Quote Originally Posted by 3irty1 View Post
I understand the Packers need to take desperate measures in order to avoid injury but should we be surprised that our starters miss this many tackles when the only contact they get before week 1 comes from a handful of reps in the preseason? This may just be a tradeoff that MM is willing to make in his preparation.

I'm always hesitant to blame playcalling because its usually and exercise in hindsight but there were some calls of Capers's that I just can't wrap my head around. We gave a 6 man front to some balanced sets in short yardage situations. I'm not sure we even have the horses to adequately challenge that kind of look with a 7 man front. Taking into account the mobility of their QB and he factors into the headcount, we were asking an awful lot of our guys in those situations. This defense does look like they'll be lights out against the pass though. The other Jones played alright, he was easily our best lineman which is nice to see. Burnett secretly had a decent day. Haha was in position to miss a lot of plays but it seems like he's got the hard part down. Firing Capers and executing Brad Jones are pretty drastic moves, but giving the playcalling duties to Winston Moss and sprinkling in some contact drill in practice might make this defense only half bad. It sure would be nice to get a thorn in the middle of this D like Seattle has but the way the draft and FA shook out I'm not sure who that would have been. Now that the safety and OLB positions seem patched up ILB is clearly the most pressing need of the team.
I don't think the Packers went light on D lineman because they feared the passing attack or doubted the backend. They went light because they feared the speed with Harvin as the 3rd WR and Wilson.

So they play the new 4-2 nickel a lot and try to match quickness for quickness. Sometimes it works. But far too often it failed on the misdirection and sweeps.

Some of that I blame on the first game. Seattle got to rollout a bunch of new stuff with Harvin. And in that alignment, you are going to have trouble with Lynch.

But Lynch's yardage doesn't bother me as much as the fact that the new speed didn't make more of a dent in Seattle's ability to get the edge and break big plays. That plus penalty-fest hurt them a lot.

The one thing I liked, other than having mostly functional safeties, was the pass rush seemed a bit more threatening.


Work order: The lines to copy from the listing below are those that contain the string "piece".

Input data:
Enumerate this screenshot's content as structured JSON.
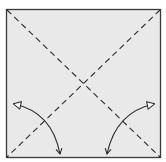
{
  "diagram": {
    "type": "origami-fold-step",
    "paper": {
      "shape": "square",
      "fill": "#e9e9e9",
      "stroke": "#3a3a3a",
      "x": 6,
      "y": 9,
      "width": 155,
      "height": 149
    },
    "creases": [
      {
        "name": "valley-fold-diagonal-tl-br",
        "style": "dashed",
        "from": [
          7,
          10
        ],
        "to": [
          160,
          157
        ]
      },
      {
        "name": "valley-fold-diagonal-tr-bl",
        "style": "dashed",
        "from": [
          160,
          10
        ],
        "to": [
          7,
          157
        ]
      }
    ],
    "arrows": [
      {
        "name": "fold-and-unfold-arrow-left",
        "from": [
          60,
          155
        ],
        "to": [
          12,
          103
        ],
        "bend": "outward"
      },
      {
        "name": "fold-and-unfold-arrow-right",
        "from": [
          107,
          155
        ],
        "to": [
          156,
          103
        ],
        "bend": "outward"
      }
    ],
    "colors": {
      "line": "#2a2a2a",
      "paper": "#e9e9e9",
      "background": "#ffffff"
    }
  }
}
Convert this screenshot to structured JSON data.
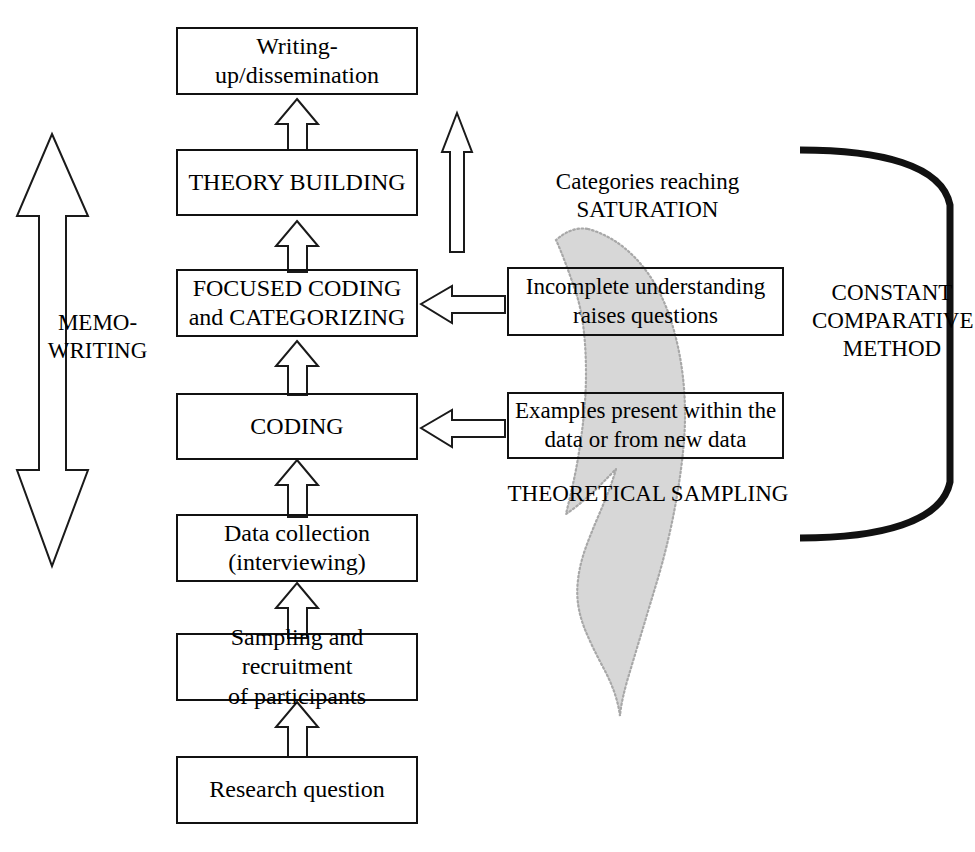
{
  "diagram": {
    "accent_color": "#d7d7d7",
    "line_color": "#111111"
  },
  "flow_boxes": [
    {
      "id": "writing-up",
      "label": "Writing-up/dissemination"
    },
    {
      "id": "theory-building",
      "label": "THEORY BUILDING"
    },
    {
      "id": "focused-coding",
      "label": "FOCUSED CODING\nand CATEGORIZING"
    },
    {
      "id": "coding",
      "label": "CODING"
    },
    {
      "id": "data-collection",
      "label": "Data collection\n(interviewing)"
    },
    {
      "id": "sampling",
      "label": "Sampling and recruitment\nof participants"
    },
    {
      "id": "research-question",
      "label": "Research question"
    }
  ],
  "side_boxes": [
    {
      "id": "incomplete-understanding",
      "label": "Incomplete understanding\nraises questions"
    },
    {
      "id": "examples-present",
      "label": "Examples present within the\ndata or from new data"
    }
  ],
  "labels": {
    "memo_writing": "MEMO-\nWRITING",
    "categories_saturation": "Categories reaching\nSATURATION",
    "theoretical_sampling": "THEORETICAL SAMPLING",
    "constant_comparative_method": "CONSTANT\nCOMPARATIVE\nMETHOD"
  },
  "arrows": {
    "memo_writing_arrow": "double-headed-vertical-arrow",
    "feedback_arrow": "tall-up-arrow",
    "step_arrows": "up-arrow",
    "side_arrows": "left-arrow",
    "saturation_arrow": "curved-shaded-arrow"
  }
}
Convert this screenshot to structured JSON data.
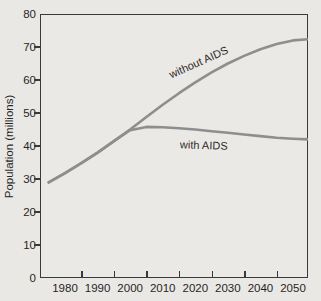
{
  "figure": {
    "y_axis_title": "Population (millions)",
    "annotations": {
      "without": "without AIDS",
      "with": "with AIDS"
    }
  },
  "chart_data": {
    "type": "line",
    "title": "",
    "xlabel": "",
    "ylabel": "Population (millions)",
    "x_tick_labels": [
      "1980",
      "1990",
      "2000",
      "2010",
      "2020",
      "2030",
      "2040",
      "2050"
    ],
    "y_tick_labels": [
      "0",
      "10",
      "20",
      "30",
      "40",
      "50",
      "60",
      "70",
      "80"
    ],
    "xlim": [
      1972,
      2055
    ],
    "ylim": [
      0,
      80
    ],
    "grid": false,
    "legend_position": "inline-annotations",
    "series": [
      {
        "name": "without AIDS",
        "x": [
          1975,
          1980,
          1985,
          1990,
          1995,
          2000,
          2005,
          2010,
          2015,
          2020,
          2025,
          2030,
          2035,
          2040,
          2045,
          2050,
          2055
        ],
        "values": [
          29,
          31.8,
          34.8,
          38,
          41.5,
          45,
          48.8,
          52.5,
          56,
          59.3,
          62.3,
          65,
          67.3,
          69.3,
          70.9,
          72,
          72.4
        ]
      },
      {
        "name": "with AIDS",
        "x": [
          1975,
          1980,
          1985,
          1990,
          1995,
          2000,
          2005,
          2010,
          2015,
          2020,
          2025,
          2030,
          2035,
          2040,
          2045,
          2050,
          2055
        ],
        "values": [
          29,
          31.8,
          34.8,
          38,
          41.5,
          44.8,
          45.8,
          45.7,
          45.4,
          45,
          44.5,
          44,
          43.5,
          43,
          42.5,
          42.2,
          42
        ]
      }
    ],
    "colors": {
      "curve": "#8e8e8e",
      "axis": "#3a3a3a",
      "text": "#262626",
      "background": "#eae8e4"
    }
  }
}
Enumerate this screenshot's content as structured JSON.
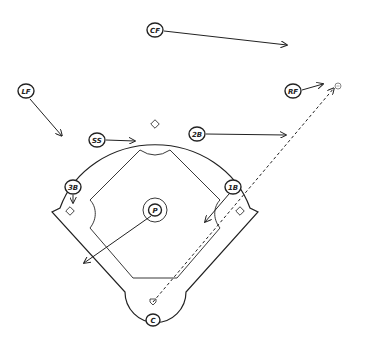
{
  "diagram": {
    "type": "baseball-field-defensive-positioning",
    "background_color": "#ffffff",
    "line_color": "#222222",
    "positions": [
      {
        "id": "cf",
        "label": "CF",
        "x": 155,
        "y": 30
      },
      {
        "id": "lf",
        "label": "LF",
        "x": 26,
        "y": 91
      },
      {
        "id": "rf",
        "label": "RF",
        "x": 293,
        "y": 91
      },
      {
        "id": "ss",
        "label": "SS",
        "x": 97,
        "y": 140
      },
      {
        "id": "2b",
        "label": "2B",
        "x": 197,
        "y": 134
      },
      {
        "id": "3b",
        "label": "3B",
        "x": 73,
        "y": 187
      },
      {
        "id": "1b",
        "label": "1B",
        "x": 233,
        "y": 187
      },
      {
        "id": "p",
        "label": "P",
        "x": 155,
        "y": 210
      },
      {
        "id": "c",
        "label": "C",
        "x": 153,
        "y": 320
      }
    ],
    "movement_arrows": [
      {
        "from": "cf",
        "to": [
          287,
          45
        ]
      },
      {
        "from": "lf",
        "to": [
          62,
          136
        ]
      },
      {
        "from": "rf",
        "to": [
          323,
          84
        ]
      },
      {
        "from": "ss",
        "to": [
          135,
          141
        ]
      },
      {
        "from": "2b",
        "to": [
          286,
          135
        ]
      },
      {
        "from": "3b",
        "to": [
          73,
          203
        ]
      },
      {
        "from": "1b",
        "to": [
          205,
          222
        ]
      },
      {
        "from": "p",
        "to": [
          84,
          263
        ]
      }
    ],
    "ball_path": {
      "style": "dashed",
      "from": [
        153,
        302
      ],
      "to": [
        336,
        86
      ]
    },
    "ball_marker": {
      "x": 338,
      "y": 86
    },
    "bases": {
      "second": {
        "x": 155,
        "y": 124
      },
      "third": {
        "x": 70,
        "y": 211
      },
      "first": {
        "x": 240,
        "y": 211
      },
      "home": {
        "x": 153,
        "y": 302
      }
    }
  }
}
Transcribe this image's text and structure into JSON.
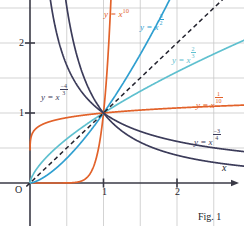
{
  "figure": {
    "caption": "Fig. 1",
    "origin_label": "O",
    "x_axis_label": "x",
    "colors": {
      "axis": "#3a3a46",
      "grid": "#c8c8c8",
      "navy": "#3c3c5a",
      "orange": "#e2622a",
      "blue": "#2f9fd0",
      "teal": "#5fc0cf",
      "dashed": "#23232e",
      "text_dark": "#1b1b28"
    }
  },
  "axes": {
    "x_ticks": [
      {
        "value": 1,
        "label": "1"
      },
      {
        "value": 2,
        "label": "2"
      }
    ],
    "y_ticks": [
      {
        "value": 1,
        "label": "1"
      },
      {
        "value": 2,
        "label": "2"
      }
    ],
    "gridlines_x": [
      0.5,
      1,
      1.5,
      2,
      2.5
    ],
    "gridlines_y": [
      0.5,
      1,
      1.5,
      2,
      2.5
    ],
    "xlim": [
      -0.42,
      2.95
    ],
    "ylim": [
      -0.6,
      3.15
    ],
    "grid": true
  },
  "chart_data": {
    "type": "line",
    "title": "Fig. 1",
    "xlabel": "x",
    "ylabel": "",
    "xlim": [
      -0.42,
      2.95
    ],
    "ylim": [
      -0.6,
      3.15
    ],
    "grid": true,
    "legend_position": "inline-annotations",
    "note": "Power functions y = x^a plotted on the first quadrant; all curves pass through the point (1, 1).",
    "common_point": [
      1,
      1
    ],
    "series": [
      {
        "name": "y = x^10",
        "exponent": 10,
        "color": "#e2622a",
        "label_text": "y = x",
        "label_exponent": "10",
        "label_kind": "integer",
        "label_x": 104,
        "label_y": 8,
        "label_color": "#e2622a"
      },
      {
        "name": "y = x^(3/2)",
        "exponent": 1.5,
        "color": "#2f9fd0",
        "label_text": "y = x",
        "label_num": "3",
        "label_den": "2",
        "label_kind": "fraction",
        "label_x": 140,
        "label_y": 14,
        "label_color": "#2f9fd0"
      },
      {
        "name": "y = x^(2/3)",
        "exponent": 0.6666666667,
        "color": "#5fc0cf",
        "label_text": "y = x",
        "label_num": "2",
        "label_den": "3",
        "label_kind": "fraction",
        "label_x": 172,
        "label_y": 47,
        "label_color": "#5fc0cf"
      },
      {
        "name": "y = x^(1/10)",
        "exponent": 0.1,
        "color": "#e2622a",
        "label_text": "y = x",
        "label_num": "1",
        "label_den": "10",
        "label_kind": "fraction",
        "label_x": 196,
        "label_y": 92,
        "label_color": "#e2622a"
      },
      {
        "name": "y = x^(-4/3)",
        "exponent": -1.3333333333,
        "color": "#3c3c5a",
        "label_text": "y = x",
        "label_sign": "−",
        "label_num": "4",
        "label_den": "3",
        "label_kind": "signed-fraction",
        "label_x": 41,
        "label_y": 84,
        "label_color": "#3c3c5a"
      },
      {
        "name": "y = x^(-3/4)",
        "exponent": -0.75,
        "color": "#3c3c5a",
        "label_text": "y = x",
        "label_sign": "−",
        "label_num": "3",
        "label_den": "4",
        "label_kind": "signed-fraction",
        "label_x": 194,
        "label_y": 129,
        "label_color": "#3c3c5a"
      },
      {
        "name": "y = x (dashed reference)",
        "exponent": 1,
        "color": "#23232e",
        "style": "dashed",
        "label_kind": "none"
      }
    ]
  }
}
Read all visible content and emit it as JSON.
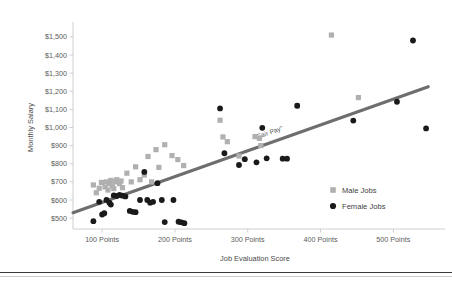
{
  "chart_data": {
    "type": "scatter",
    "title": "",
    "xlabel": "Job Evaluation Score",
    "ylabel": "Monthly Salary",
    "xlim": [
      60,
      560
    ],
    "ylim": [
      440,
      1560
    ],
    "grid": false,
    "xticks": [
      100,
      200,
      300,
      400,
      500
    ],
    "xticklabels": [
      "100 Points",
      "200 Points",
      "300 Points",
      "400 Points",
      "500 Points"
    ],
    "yticks": [
      500,
      600,
      700,
      800,
      900,
      1000,
      1100,
      1200,
      1300,
      1400,
      1500
    ],
    "yticklabels": [
      "$500",
      "$600",
      "$700",
      "$800",
      "$900",
      "$1,000",
      "$1,100",
      "$1,200",
      "$1,300",
      "$1,400",
      "$1,500"
    ],
    "legend_position": "right-middle",
    "series": [
      {
        "name": "Male Jobs",
        "marker": "square",
        "color": "#b0b0b0",
        "points": [
          [
            88,
            683
          ],
          [
            92,
            640
          ],
          [
            96,
            665
          ],
          [
            99,
            697
          ],
          [
            104,
            672
          ],
          [
            106,
            700
          ],
          [
            108,
            655
          ],
          [
            110,
            690
          ],
          [
            112,
            708
          ],
          [
            114,
            678
          ],
          [
            116,
            663
          ],
          [
            118,
            700
          ],
          [
            120,
            712
          ],
          [
            124,
            690
          ],
          [
            126,
            705
          ],
          [
            128,
            668
          ],
          [
            134,
            748
          ],
          [
            140,
            700
          ],
          [
            146,
            783
          ],
          [
            152,
            712
          ],
          [
            158,
            738
          ],
          [
            163,
            840
          ],
          [
            168,
            700
          ],
          [
            174,
            878
          ],
          [
            178,
            780
          ],
          [
            186,
            905
          ],
          [
            196,
            845
          ],
          [
            204,
            823
          ],
          [
            212,
            790
          ],
          [
            262,
            1040
          ],
          [
            266,
            948
          ],
          [
            272,
            922
          ],
          [
            288,
            843
          ],
          [
            310,
            950
          ],
          [
            316,
            940
          ],
          [
            318,
            900
          ],
          [
            368,
            1120
          ],
          [
            415,
            1510
          ],
          [
            452,
            1165
          ]
        ]
      },
      {
        "name": "Female Jobs",
        "marker": "circle",
        "color": "#1a1a1a",
        "points": [
          [
            88,
            483
          ],
          [
            96,
            590
          ],
          [
            100,
            520
          ],
          [
            103,
            527
          ],
          [
            106,
            600
          ],
          [
            110,
            585
          ],
          [
            112,
            575
          ],
          [
            116,
            625
          ],
          [
            120,
            622
          ],
          [
            124,
            628
          ],
          [
            128,
            624
          ],
          [
            132,
            620
          ],
          [
            138,
            540
          ],
          [
            142,
            535
          ],
          [
            146,
            533
          ],
          [
            152,
            600
          ],
          [
            158,
            755
          ],
          [
            162,
            600
          ],
          [
            166,
            585
          ],
          [
            170,
            590
          ],
          [
            176,
            693
          ],
          [
            182,
            600
          ],
          [
            186,
            478
          ],
          [
            198,
            600
          ],
          [
            205,
            480
          ],
          [
            209,
            477
          ],
          [
            213,
            472
          ],
          [
            262,
            1105
          ],
          [
            268,
            858
          ],
          [
            288,
            793
          ],
          [
            296,
            825
          ],
          [
            312,
            808
          ],
          [
            320,
            998
          ],
          [
            326,
            830
          ],
          [
            348,
            828
          ],
          [
            354,
            828
          ],
          [
            368,
            1120
          ],
          [
            445,
            1038
          ],
          [
            505,
            1142
          ],
          [
            527,
            1480
          ],
          [
            545,
            995
          ]
        ]
      }
    ],
    "trendline": {
      "label": "“Fair Pay”",
      "color": "#6e6e6e",
      "x_start": 60,
      "y_start": 530,
      "x_end": 548,
      "y_end": 1225
    }
  },
  "legend": {
    "items": [
      {
        "label": "Male Jobs",
        "marker": "square-marker",
        "color": "#b0b0b0"
      },
      {
        "label": "Female Jobs",
        "marker": "circle-marker",
        "color": "#1a1a1a"
      }
    ]
  }
}
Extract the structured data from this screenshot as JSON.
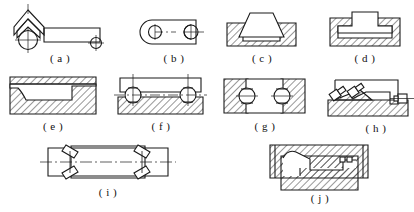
{
  "figure": {
    "title": "",
    "background_color": "#ffffff",
    "line_color": "#1a1a1a",
    "hatch_color": "#1a1a1a",
    "width": 414,
    "height": 212
  },
  "captions": [
    {
      "id": "a",
      "label": "( a )"
    },
    {
      "id": "b",
      "label": "( b )"
    },
    {
      "id": "c",
      "label": "( c )"
    },
    {
      "id": "d",
      "label": "( d )"
    },
    {
      "id": "e",
      "label": "( e )"
    },
    {
      "id": "f",
      "label": "( f )"
    },
    {
      "id": "g",
      "label": "( g )"
    },
    {
      "id": "h",
      "label": "( h )"
    },
    {
      "id": "i",
      "label": "( i )"
    },
    {
      "id": "j",
      "label": "( j )"
    }
  ],
  "panels": [
    {
      "id": "a",
      "description": "chevron bracket with circular bolt head at left, long horizontal bar, small bolt circle at right end",
      "caption": "( a )"
    },
    {
      "id": "b",
      "description": "flat link bar with rounded left end, circle bolt at left, circle bolt overlapping right end",
      "caption": "( b )"
    },
    {
      "id": "c",
      "description": "hatched block with trapezoidal countersunk piece seated in recess",
      "caption": "( c )"
    },
    {
      "id": "d",
      "description": "hatched block with T-head piece in rectangular recess",
      "caption": "( d )"
    },
    {
      "id": "e",
      "description": "hatched block with stepped and curved profile cut, thin top plate",
      "caption": "( e )"
    },
    {
      "id": "f",
      "description": "plate on hatched base joined by two round bolts with centre marks",
      "caption": "( f )"
    },
    {
      "id": "g",
      "description": "two hatched side blocks with central rectangular piece and two round bolts",
      "caption": "( g )"
    },
    {
      "id": "h",
      "description": "hatched base with angular bracket, diagonal bolts at left, bolt at right",
      "caption": "( h )"
    },
    {
      "id": "i",
      "description": "horizontal shaft with centreline and two pairs of diagonal keys",
      "caption": "( i )"
    },
    {
      "id": "j",
      "description": "hatched assembly of upper and lower blocks with stepped internal profile",
      "caption": "( j )"
    }
  ]
}
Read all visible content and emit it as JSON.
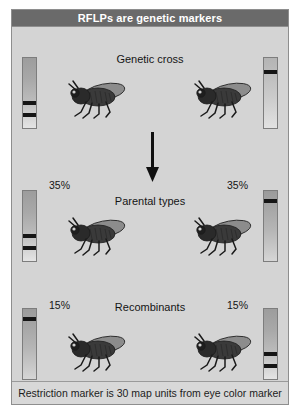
{
  "figure": {
    "title": "RFLPs are genetic markers",
    "caption": "Restriction marker is 30 map units from eye color marker",
    "accent_dark": "#6a6a6a",
    "panel_bg": "#d4d4d4",
    "band_color": "#151515"
  },
  "rows": [
    {
      "id": "genetic-cross",
      "stage_label": "Genetic cross",
      "left_percent": "",
      "right_percent": "",
      "left_lane_bands": 2,
      "right_lane_bands": 1
    },
    {
      "id": "parental-types",
      "stage_label": "Parental types",
      "left_percent": "35%",
      "right_percent": "35%",
      "left_lane_bands": 2,
      "right_lane_bands": 1
    },
    {
      "id": "recombinants",
      "stage_label": "Recombinants",
      "left_percent": "15%",
      "right_percent": "15%",
      "left_lane_bands": 1,
      "right_lane_bands": 2
    }
  ],
  "arrow": {
    "name": "downward-arrow",
    "direction": "down"
  },
  "organism": {
    "name": "drosophila-fly",
    "count_visible": 6
  }
}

Answer to the exercise:
      "description": "hatched block with trapezoidal countersunk piece seated in recess",
      "description": "hatched block with T-head piece in rectangular recess",
      "description": "two hatched side blocks with central rectangular piece and two round bolts",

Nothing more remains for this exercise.